Question expression:
I am trying out a few things with regards to transactions. Consider the following operations:
Open a connection window 1 in SQL Server Management Studio
BEGIN a transaction, then delete about 2000 rows of data from table A
Open another connection window 2 in SQL Server Management Studio
Insert one new row of data into table A in window 2 (no transaction), it runs successfully right now
Then, I repeat the same operation, but in STEP 2 I delete 10k rows of data, in that case, STEP 4 can't run successfully. I had already waited for half an hour.
It shows that it is executing SQL...can't finish.

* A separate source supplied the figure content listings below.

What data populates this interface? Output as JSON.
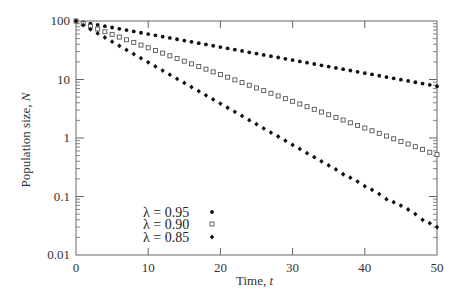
{
  "chart_data": {
    "type": "scatter",
    "title": "",
    "xlabel": "Time, t",
    "ylabel": "Population size, N",
    "xlim": [
      0,
      50
    ],
    "ylim": [
      0.01,
      100
    ],
    "yscale": "log",
    "grid": false,
    "legend_position": "lower-left-inside",
    "x_ticks": [
      0,
      10,
      20,
      30,
      40,
      50
    ],
    "x_tick_labels": [
      "0",
      "10",
      "20",
      "30",
      "40",
      "50"
    ],
    "y_ticks": [
      100,
      10,
      1,
      0.1,
      0.01
    ],
    "y_tick_labels": [
      "100",
      "10",
      "1",
      "0.1",
      "0.01"
    ],
    "x": [
      0,
      1,
      2,
      3,
      4,
      5,
      6,
      7,
      8,
      9,
      10,
      11,
      12,
      13,
      14,
      15,
      16,
      17,
      18,
      19,
      20,
      21,
      22,
      23,
      24,
      25,
      26,
      27,
      28,
      29,
      30,
      31,
      32,
      33,
      34,
      35,
      36,
      37,
      38,
      39,
      40,
      41,
      42,
      43,
      44,
      45,
      46,
      47,
      48,
      49,
      50
    ],
    "series": [
      {
        "name": "λ = 0.95",
        "lambda": 0.95,
        "marker": "filled-circle",
        "values": [
          100,
          95,
          90.25,
          85.74,
          81.45,
          77.38,
          73.51,
          69.83,
          66.34,
          63.02,
          59.87,
          56.88,
          54.04,
          51.33,
          48.77,
          46.33,
          44.01,
          41.81,
          39.72,
          37.74,
          35.85,
          34.06,
          32.35,
          30.74,
          29.2,
          27.74,
          26.35,
          25.03,
          23.78,
          22.59,
          21.46,
          20.39,
          19.37,
          18.4,
          17.48,
          16.61,
          15.78,
          14.99,
          14.24,
          13.53,
          12.85,
          12.21,
          11.6,
          11.02,
          10.47,
          9.94,
          9.45,
          8.97,
          8.53,
          8.1,
          7.69
        ]
      },
      {
        "name": "λ = 0.90",
        "lambda": 0.9,
        "marker": "open-square",
        "values": [
          100,
          90,
          81,
          72.9,
          65.61,
          59.05,
          53.14,
          47.83,
          43.05,
          38.74,
          34.87,
          31.38,
          28.24,
          25.42,
          22.88,
          20.59,
          18.53,
          16.68,
          15.01,
          13.51,
          12.16,
          10.94,
          9.85,
          8.86,
          7.98,
          7.18,
          6.46,
          5.81,
          5.23,
          4.71,
          4.24,
          3.82,
          3.43,
          3.09,
          2.78,
          2.5,
          2.25,
          2.03,
          1.82,
          1.64,
          1.48,
          1.33,
          1.2,
          1.08,
          0.97,
          0.87,
          0.79,
          0.71,
          0.64,
          0.57,
          0.52
        ]
      },
      {
        "name": "λ = 0.85",
        "lambda": 0.85,
        "marker": "filled-diamond",
        "values": [
          100,
          85,
          72.25,
          61.41,
          52.2,
          44.37,
          37.71,
          32.06,
          27.25,
          23.16,
          19.69,
          16.73,
          14.22,
          12.09,
          10.28,
          8.74,
          7.43,
          6.31,
          5.36,
          4.56,
          3.88,
          3.29,
          2.8,
          2.38,
          2.02,
          1.72,
          1.46,
          1.24,
          1.06,
          0.9,
          0.76,
          0.65,
          0.55,
          0.47,
          0.4,
          0.34,
          0.29,
          0.24,
          0.21,
          0.18,
          0.15,
          0.13,
          0.11,
          0.09,
          0.08,
          0.07,
          0.06,
          0.05,
          0.04,
          0.035,
          0.03
        ]
      }
    ]
  },
  "legend": {
    "items": [
      {
        "label": "λ = 0.95",
        "marker": "filled-circle"
      },
      {
        "label": "λ = 0.90",
        "marker": "open-square"
      },
      {
        "label": "λ = 0.85",
        "marker": "filled-diamond"
      }
    ]
  },
  "axes": {
    "xlabel_main": "Time, ",
    "xlabel_var": "t",
    "ylabel_main": "Population size, ",
    "ylabel_var": "N"
  },
  "colors": {
    "axis": "#666666",
    "marker": "#111111",
    "open_marker": "#555555",
    "text": "#333333"
  }
}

Finally, I insert the data using connection window 1, it works right now.
Why does it work with 2k rows but not 10k rows?
The Sql sentence I execute:
In connection windows A, I execute
BEGIN TRAN
Delete from tableA (10K rows)
In connection windows B, I execute
Insert into tableA(..) VALUES (...)
windows B can't executes successfully.
Many thanks #Gordon
The cause:
I search the keyword about lock escalation.
I try to track lock escalation using SQL Server Profiler, and I get a
lock:escalation when I delete many data in a transaction(I don't commit or rollback).
So, I know the concept of lock escalation.
I delete too much data in a table ,then the row locks escalation to table escalation.I didn't commit or rollback them, other connection (or application)
can't access the table with table lock.
trace lock escalation in sql profiler
When the lock escalation happens in MSSQL Server
"The locks option also affects when lock escalation occurs. When locks is set to 0, lock escalation occurs when the memory used by the current lock structures reaches 40 percent of the Database Engine memory pool. When locks is not set to 0, lock escalation occurs when the number of locks reaches 40 percent of the value specified for locks."
How to set Using SQL Server Management Studio that will impact lock escalation:
To configure the locks option
In Object Explorer, right-click a server and select Properties .
Click the Advanced node.
Under Parallelism , type the desired value for the locks option.
Use the locks option to set the maximum number of available locks, such limiting the amount of memory SQL Server uses for them.
What you are experiencing is "lock escalation". By default, SQL Server uses (I think) row level locks for the delete. However if an expression has more than some threshold -- 5,000 locks -- then SQL Server escalates the locking to the entire table.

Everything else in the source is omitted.